The Music Man receives a perfect review (4 stars) from J. Kelly Nestruck of the Globe and Mail:
"Well, I'm sold! Sure, I fancy myself a sophistimacated fella from the big city, immune to cotton-headed sentimental fluffery. But I gotta tell you folks that you'd be missing out big time if you didn't head on down to the Stratford Festival of Shakespearean Splendours and catch their light-as-a-feather, family-friendly revival of The Music Man.
"It's pure candy floss for the soul, I tell you, guaranteed to rotate any frown by 180 degrees and put more spring in your step than a Swiss watchsmith maker turned shoe maker.
"Ye gods. What has happened to me? 'Professor' Harold Hill's rhythmic salesman patter is positively infectious in Susan H. Schulman's fantastic production of Meredith Willson's 1957 musical.
"Hill (Jonathan Goad), of course, is a fast-talkin' con man who swindles small-town Americans into buying band instruments, uniforms and instruction manuals for their kids, before hightailing it out on the last train without teaching them a note.

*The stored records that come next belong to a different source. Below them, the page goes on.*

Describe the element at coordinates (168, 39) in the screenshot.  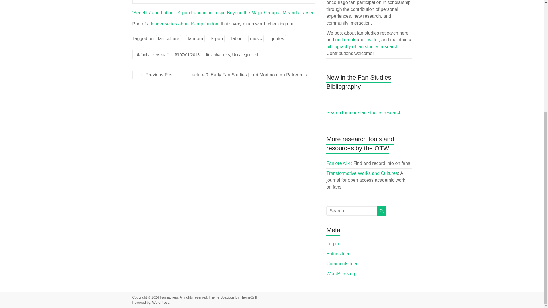
I see `fan culture` at that location.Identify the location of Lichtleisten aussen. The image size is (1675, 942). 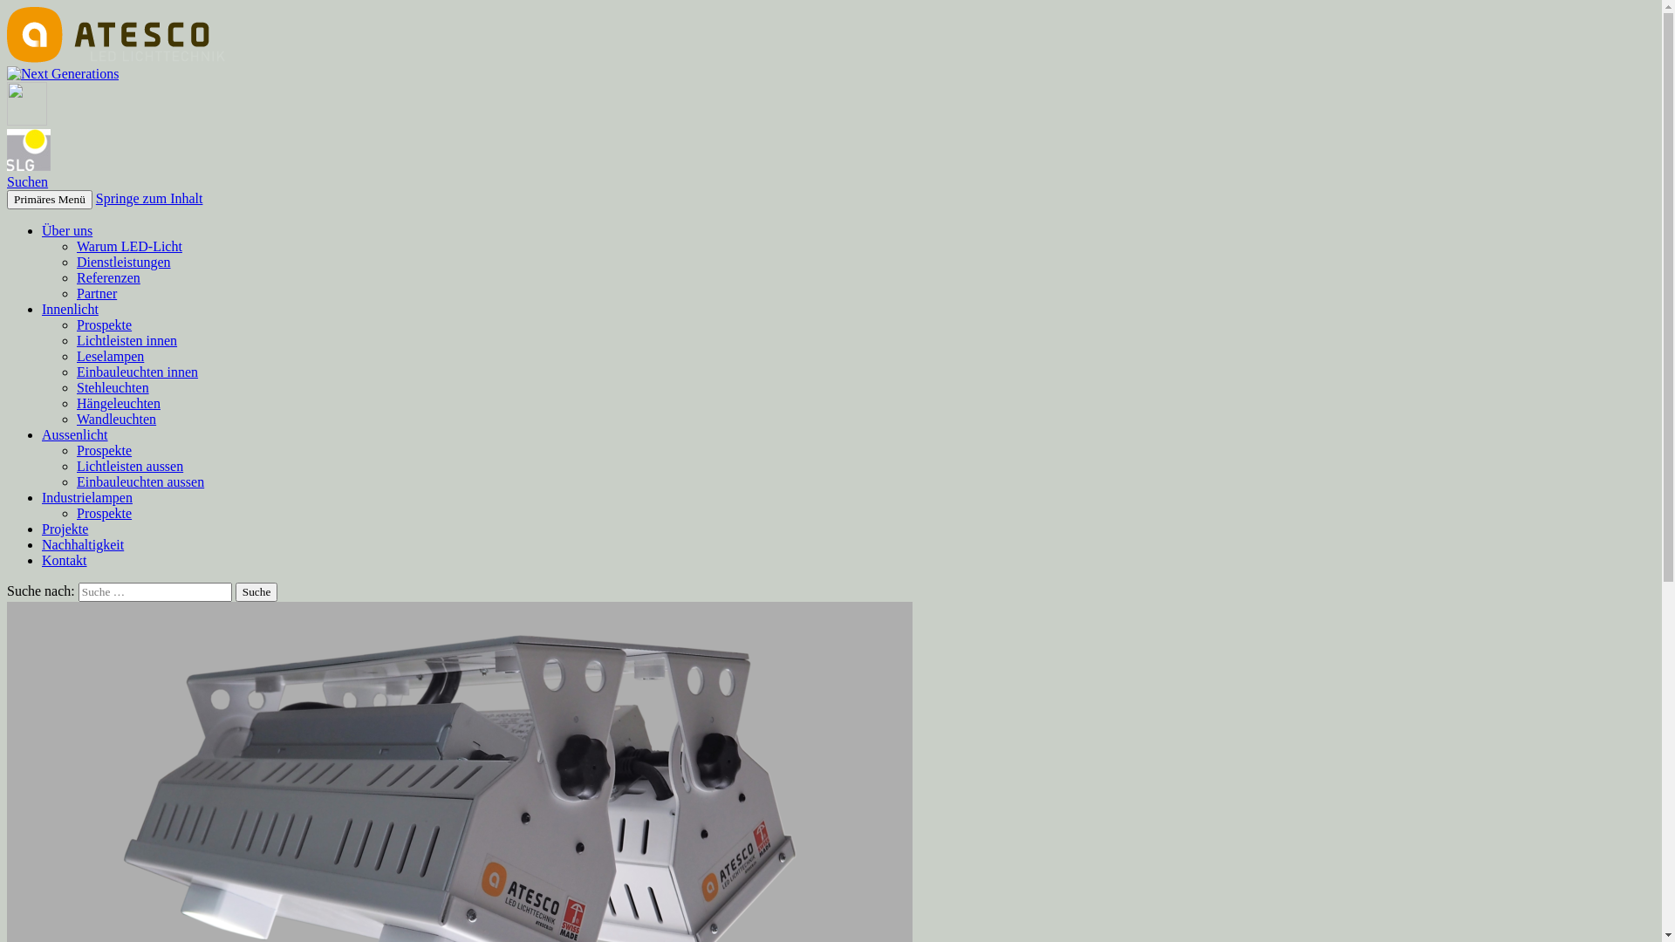
(130, 466).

"On his latest stop, in River City, Iowa, in the year of 1912, however, Hill finds a worthy adversary in the form of local librarian and music teacher Marian Paroo (Leah Oster), an 'old maid'" of 26 who quickly grows wise to his ways.
"The British have a pretentious habit of taking classic musicals like this one and trying to find the dark, inner meaning that doesn't exist in them. The Trevor Nunn revival of My Fair Lady that recently passed through Toronto was a prime example, including as it did a moment where Eliza ended up marching in a protest for women's rights.
"Schulman, thankfully, has no such highfalutin ideas about The Music Man; there are no signs of the world war about to break out two years later across the ocean or specious links between Hill's confidence tricks and those that led America to invade Iraq. No, Schulman knows her territory and has unleashed a non-stop barrage of joyful music and dancing on Patrick Clark's whimsical, translucent set, on which print advertisements are projected.
"Michael Lichtefeld's clever choreography is unrelenting in its energy, a mix of ballet and pumped-up folk dance executed by a uniformly graceful ensemble. Even a number like Marian the Librarian gets turned into a blowout extravaganza with library patrons riding roughshod over the reading room, juggling books and enacting a dumb-show version of Romeo and Juliet (currently playing in its original version over at Stratford's Festival Theatre).
"Willson's score - full of gems like Till There Was You, the only song from a musical ever covered by the Beatles - is given its full due by Berthold Carrière's tight orchestra, which features a suitably Souza-esque brass section that really wails. (The realization that Marian's theme Goodnight My Someone is simply a slower version of Harold Hill's Seventy-Six Trombones is a joy to rediscover.) As for the romantic leads, Goad and Oster's performances rarely dip too far below the surface, but somehow their simple approach sneaks up on you and plucks at your heartstrings. Goad handles Hill's verbal gymnastics with finesse and sports a winning grin. One could complain about Oster's slightly stilted delivery in the dialogue, but her soaring voice more than makes up for it.
"Among the supporting cast of Iowans, Lee MacDougall is funny as the malapropism-prone Mayor Shinn, but Fiona Reid pickpockets every scene as his upright wife, giving 'Balzac' a pronunciation that just verges on the obscene. The quartet of quarrelling school board officials who continually break into barbershop is pitch-perfect.
"As writer and lyricist, Willson has a trunk full of cheap tricks to win over even the most cynical of audience members, the cheapest being having a number of roles designated to be played by young children.
"Aveleigh Keller is adorable as little Amryllis, while Christopher Van Hagen's performance as Marian's lisping little brother Withrop needs to be videotaped and put up on cuteoverload.com right away.
"Given all this, the program notes for The Music Man are strangely defensive. 'Simple? Simple-minded? Hardly,' writes Robert Harris, host of CBC Radio's I Hear Music. 'A nostalgic bit of hokey Americana? Hardly.'
"Whoa, whoa, hold your horses! No hard sell necessary. Why, it's as clear as a buttonhook in the well water that you've gotta hop in your Model T and head on down catch this shipoopi of a show."